Ultima Online and the History of Sharding

Have you heard of sharding a database? Of course you have. Do you know where the term comes from? Someone asked me this at a cocktail party recently. I gave it my best shot.

“The earliest I remember was Google engineers using it to describe the architecture of some things,” I said. “That would have been about 2006.”

“Nope. Much earlier than that,” said my new friend.

I pondered. “Well, I guess there was the famous LiveJournal architecture article about MySQL. That was, I dunno, 2003?”

The person then told me the following history. I can neither confirm nor deny it; what do you know about it?

Years ago there was a game called Ultima Online. It….

I broke in. “Hey! In 1995 my brother and I were staff members at a Boy Scout Camp, and one of the other staff members had a game called Ultima Underworld on his PC. It was addictive. Any relationship?”

“Yes, it was a predecessor to Ultima Online.”

“Oh,” I said. “Well, that’s basically the last game I’ve ever played. But please go on.”

Ultima Online was early in the Internet age – late nineties, I think. They knew they were going to have a lot more traffic than they could handle with one server, no matter how big it was. The only solution that presented itself was to run lots of small instances of the game. But that would impact the game play itself. What to do?

The answer was to work it into the storyline of the game itself. The world in the game was said to have been broken into shards. Not the database – the world itself. That was part and parcel of the game. Some gemstone had been broken into shards and reality was broken along with it.

True? False? It’s easy to verify that the storyline is true, but is this how we ended up with “sharding” in the database world, especially in MySQL?

Note: I’m paraphrasing the conversation from the cocktail party. My memory isn’t that good.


__AIM OF THE EXERCISE__:
Which lines in the data below contain the string "color"? Show each one.
:: DATA TO EXAMINE ::
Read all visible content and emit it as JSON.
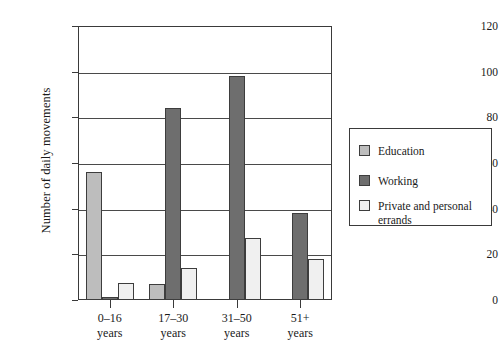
{
  "chart_data": {
    "type": "bar",
    "title": "",
    "subtitle": "",
    "xlabel": "",
    "ylabel": "Number of daily movements",
    "categories": [
      "0–16\nyears",
      "17–30\nyears",
      "31–50\nyears",
      "51+\nyears"
    ],
    "category_lines": [
      [
        "0–16",
        "years"
      ],
      [
        "17–30",
        "years"
      ],
      [
        "31–50",
        "years"
      ],
      [
        "51+",
        "years"
      ]
    ],
    "series": [
      {
        "name": "Education",
        "color": "#bdbdbd",
        "values": [
          56,
          7,
          0,
          0
        ]
      },
      {
        "name": "Working",
        "color": "#6e6e6e",
        "values": [
          1.5,
          84,
          98,
          38
        ]
      },
      {
        "name": "Private and personal\nerrands",
        "color": "#f0f0f0",
        "values": [
          7.5,
          14,
          27,
          18
        ]
      }
    ],
    "ylim": [
      0,
      120
    ],
    "yticks": [
      0,
      20,
      40,
      60,
      80,
      100,
      120
    ],
    "ytick_labels": [
      "0",
      "20",
      "40",
      "60",
      "80",
      "100",
      "120"
    ],
    "grid": true,
    "grid_axis": "y",
    "legend_position": "right",
    "legend_entries": [
      {
        "label": "Education",
        "color": "#bdbdbd"
      },
      {
        "label": "Working",
        "color": "#6e6e6e"
      },
      {
        "label": "Private and personal\nerrands",
        "color": "#f0f0f0"
      }
    ]
  }
}
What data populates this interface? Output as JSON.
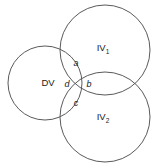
:::
__RESULT OF THIS TASK__:
        "color": "#bdbdbd",
        "color": "#6e6e6e",
        "color": "#f0f0f0",
        "color": "#bdbdbd"
        "color": "#6e6e6e"
        "color": "#f0f0f0"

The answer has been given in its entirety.